Saturday 6 May 2017

The weirding Jet Stream

The jet stream is ABOUT to get weird, again, and it COULD lead to extreme weather!! Aways in the future tense, never the present.

The jet stream is about to get weird, again, and it could lead to extreme weather
By Greg Porter


4 May, 2017

The final few days of April played out like weather bingo — deadly tornadoes in Texas, historic rainfall and flooding in the Midwest, a blizzard in the Plains, and extreme heat and humidity closer to home.

Given the pattern the jet stream is about to enter, this might be the tip of the iceberg.

Beginning this weekend, the atmosphere will take on an alignment that has been linked to extreme weather events like the devastating heat waves and wildfires in Europe (2003), Russia (2010) and the United States (2011).

April 29th: A tale of two cities

We call this setup “wavenumber 6.” The name originates from the six distinct “dips” in the jet stream when you look at it across the entire Northern Hemisphere. These dips are troughs of low pressure, and they are associated with cool and stormy weather.


Ensemble forecast for 500mb heights and anomalies on Sunday night. The blue/purple regions denote upper level troughs.

Taken by itself, a wavy jet stream is not uncommon in spring, when the sun angle is rising. Warm, tropical air interacts with and overtakes what’s left of the cold and dry winter air. The result is giant swings in day-to-day weather. But the pattern emerging this weekend has a troubling tendency.

Pretend you are viewing the image above as you might view a turbulent ocean from the shore. In physics, air is technically a fluid. It moves like water and has waves like water. So not only is it convenient, but it also makes sense to visualize our atmosphere’s behavior as waves in the ocean. In this manner, we can simplify complicated dynamics into the basic facts we know about waves in general.

One such characteristic is the tendency for waves to become standing waves, as on a plucked guitar string, where both ends of the string are vibrating so that the string appears to not be moving at all. Recent research suggests that wavenumber-6 patterns are more likely to develop into standing waves, trapped in a repetitive pattern referred to as planetary wave resonance.

Under this alignment, all forward motion of storms (west to east) becomes stuck in a hemisphere-wide traffic jam, and the probability of extreme weather events increases.


The atmosphere likes traffic jams about as much as you and I do, and the animation below illustrates why.


Notice the stationary nature of the highs (red) and lows (blue) over an eight-day period. Depending on where you live and what type of pressure system sits overhead, you’re stuck with the same type of weather day after day. You can imagine how this might create issues after a few days of persistent rain or unrelenting heat.



[Big chill to invade eastern U.S. this weekend, and it may get stuck]

Ensemble forecast 500mb heights and anomalies through May 14. (Pivotal Weather)

The atmosphere wants to get out of the traffic jam. It wants to restore forward motion and balance. That’s the whole point of weather — to balance the energy across Earth.

So it will begin to produce weird conditions to break the traffic jam and return to its normal and preferred west to east flow. This is where our increased vulnerability for extreme weather events comes from. Floods, severe weather, spring snows and even early season tropical storms are all fair game over the next few weeks.

Also troubling is the potential for an increase in this extreme weather pattern as the climate changes. Research published recently in Nature suggests a link between Arctic warming and atmospheric wavenumber-6 patterns. Enhanced warming in the Arctic would lead to a weaker temperature gradient between the tropics and the poles, resulting in more occurrences of a wavy, amplified jet stream capable of producing extreme weather.

Naturally, nothing is guaranteed when it comes to the weather, and this pattern may only result in a damp and dreary early May for both coasts of the United States. But if things start to get crazy, we’ll know why.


- Instructions to follow -
Among the entries below, extract exactly the lines that run from the one with "pyautogui.click(x=<x>, y=<y>)" through the one with "The width and", both ends included.

****************************************

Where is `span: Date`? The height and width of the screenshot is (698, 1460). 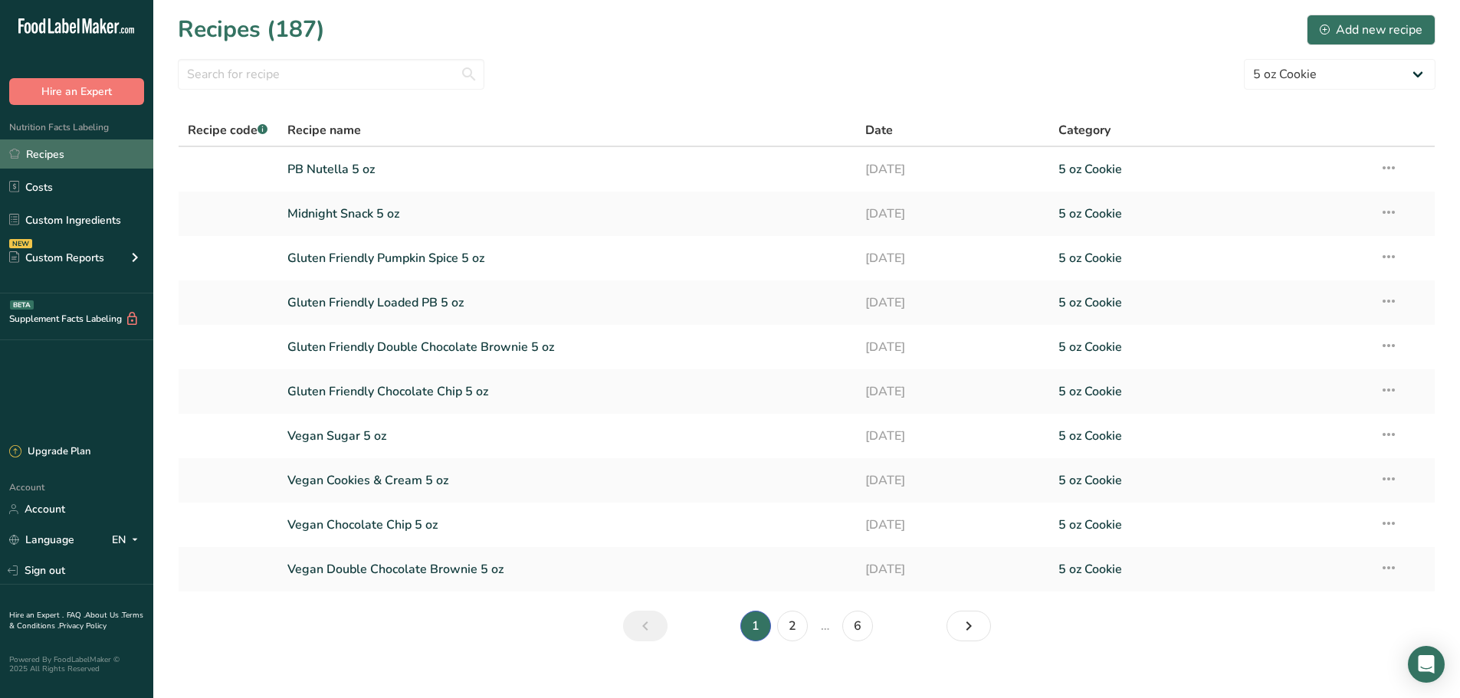
span: Date is located at coordinates (879, 130).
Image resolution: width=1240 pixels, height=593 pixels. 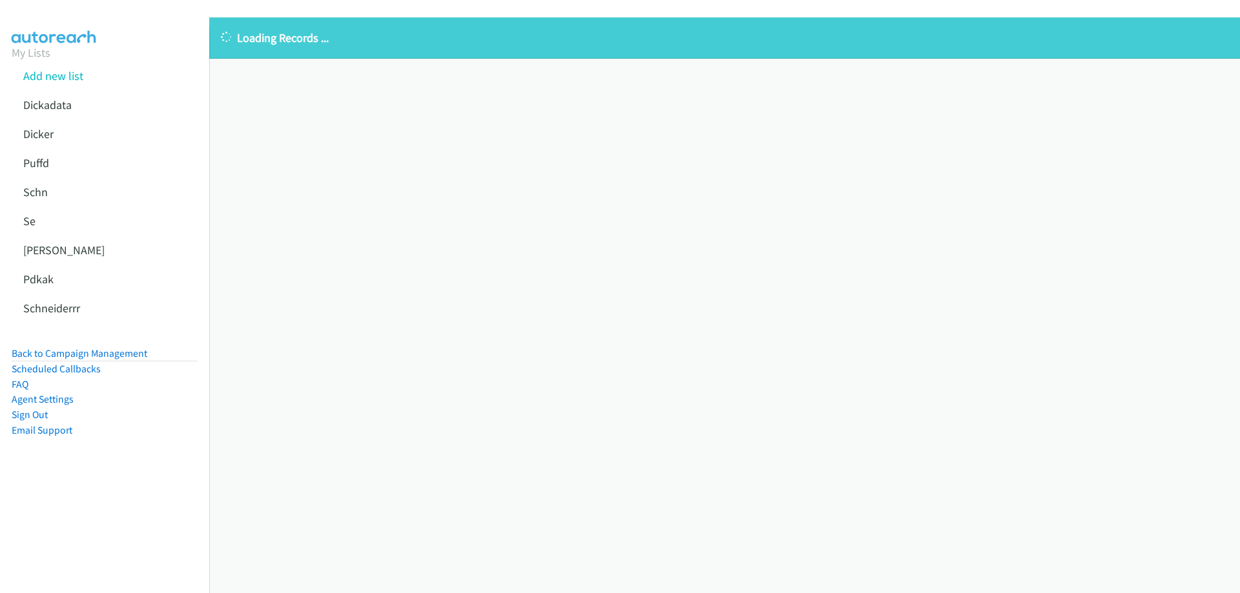 What do you see at coordinates (30, 415) in the screenshot?
I see `a: Sign Out` at bounding box center [30, 415].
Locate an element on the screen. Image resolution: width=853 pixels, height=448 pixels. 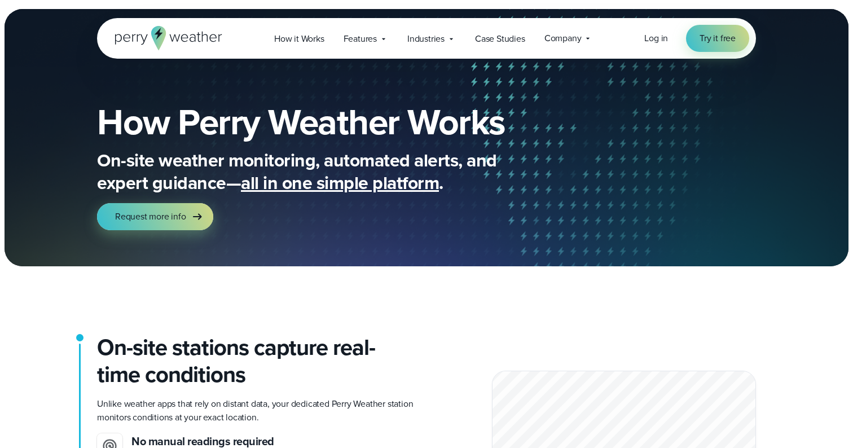
a: Request more info is located at coordinates (155, 217).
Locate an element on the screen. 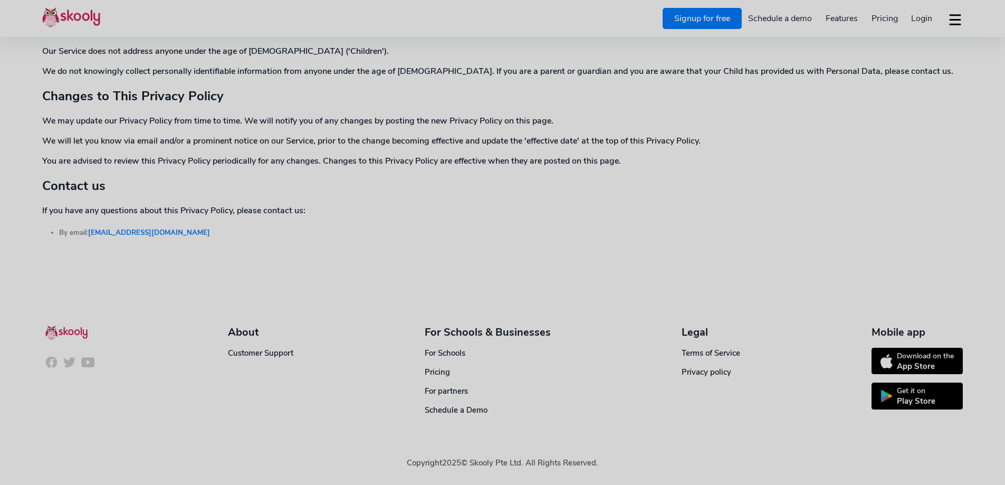 This screenshot has width=1005, height=485. h2: Contact us is located at coordinates (502, 186).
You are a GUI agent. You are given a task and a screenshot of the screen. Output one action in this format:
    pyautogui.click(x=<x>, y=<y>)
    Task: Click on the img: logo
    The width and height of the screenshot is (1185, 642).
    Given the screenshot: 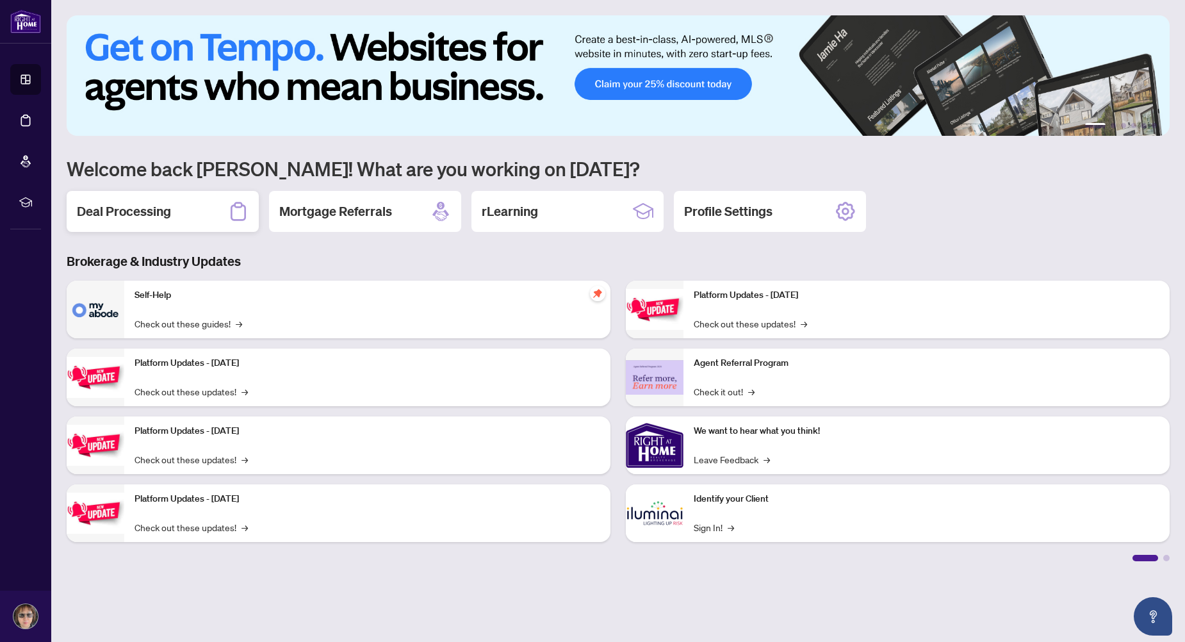 What is the action you would take?
    pyautogui.click(x=26, y=21)
    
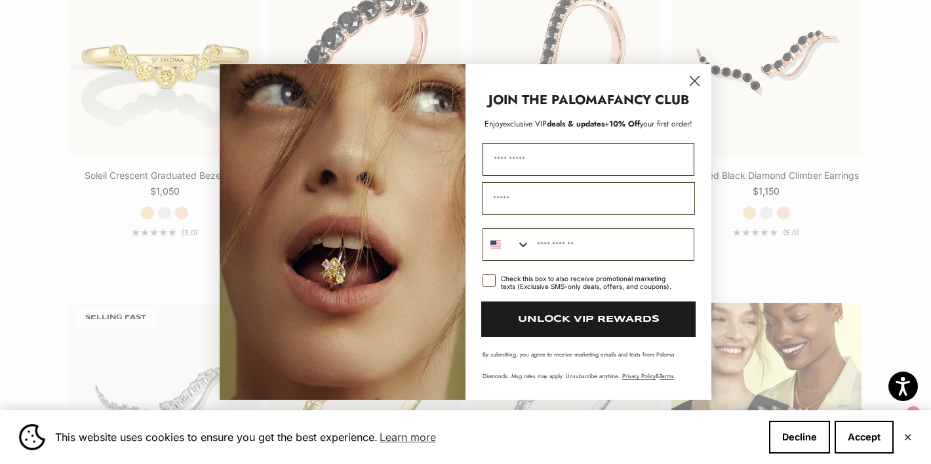  I want to click on p: By submitting, you agree to receive marketing emails and texts from Paloma Diamonds. Msg rates ma..., so click(588, 365).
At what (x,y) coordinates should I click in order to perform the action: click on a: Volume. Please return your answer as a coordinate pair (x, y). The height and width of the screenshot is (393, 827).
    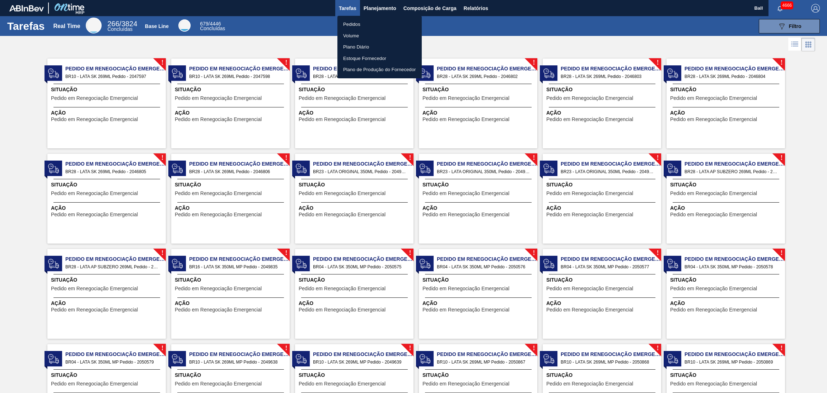
    Looking at the image, I should click on (379, 36).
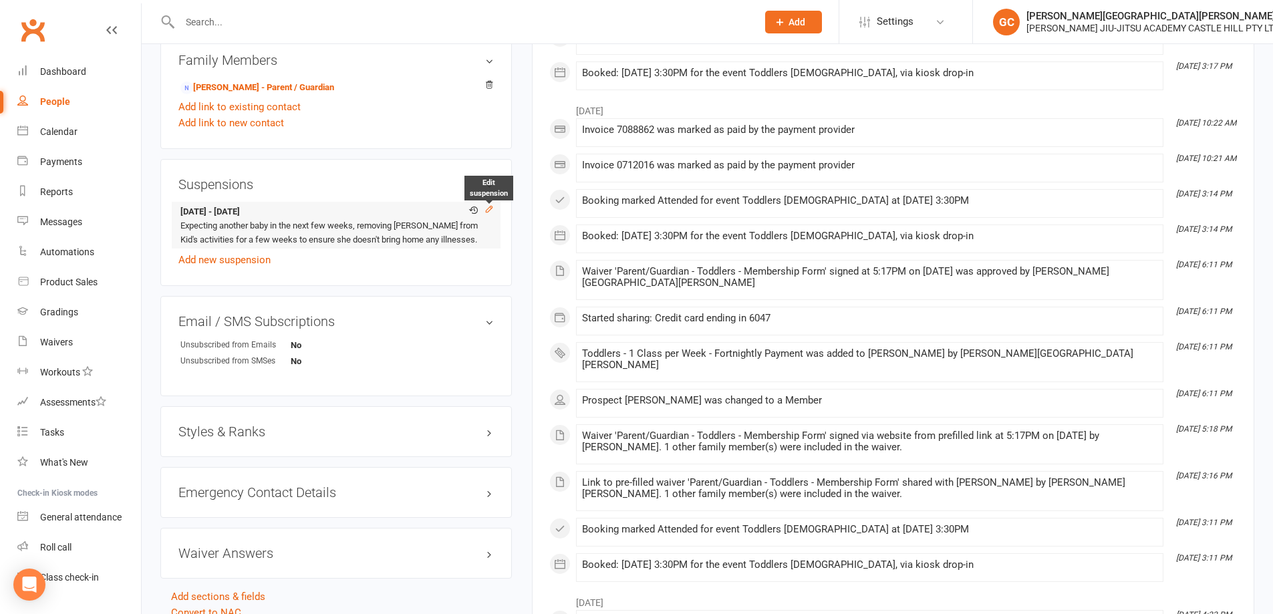  I want to click on a: Dashboard, so click(79, 71).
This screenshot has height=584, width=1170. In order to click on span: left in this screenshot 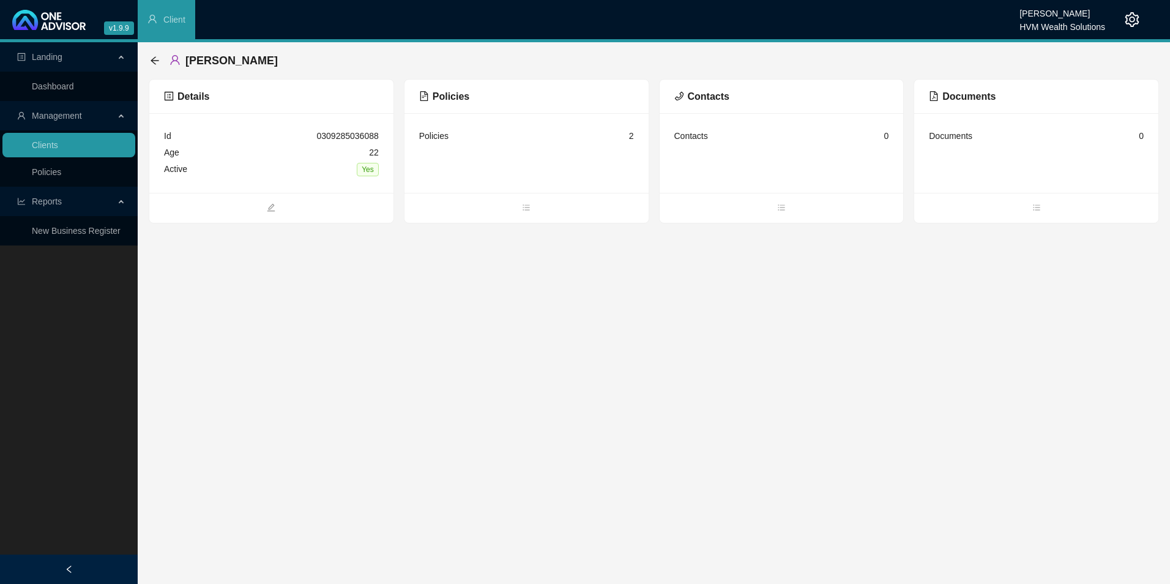, I will do `click(69, 569)`.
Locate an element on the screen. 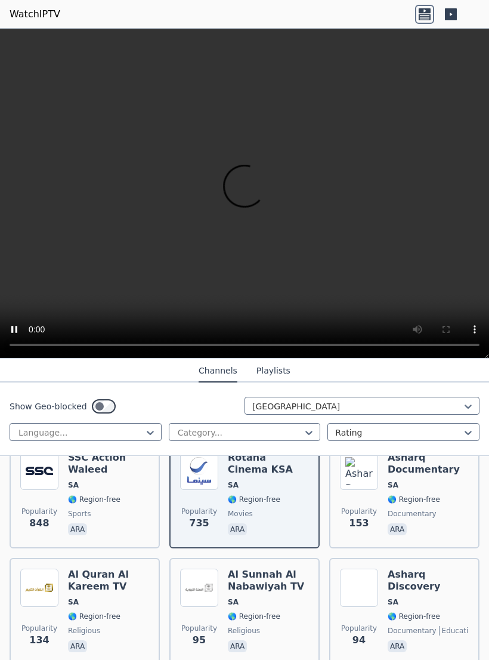  img: Asharq Discovery is located at coordinates (359, 587).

****************************************

- Response box -
    pyautogui.click(x=<x>, y=<y>)
    Task: Click on the img: logo
    The width and height of the screenshot is (1185, 642).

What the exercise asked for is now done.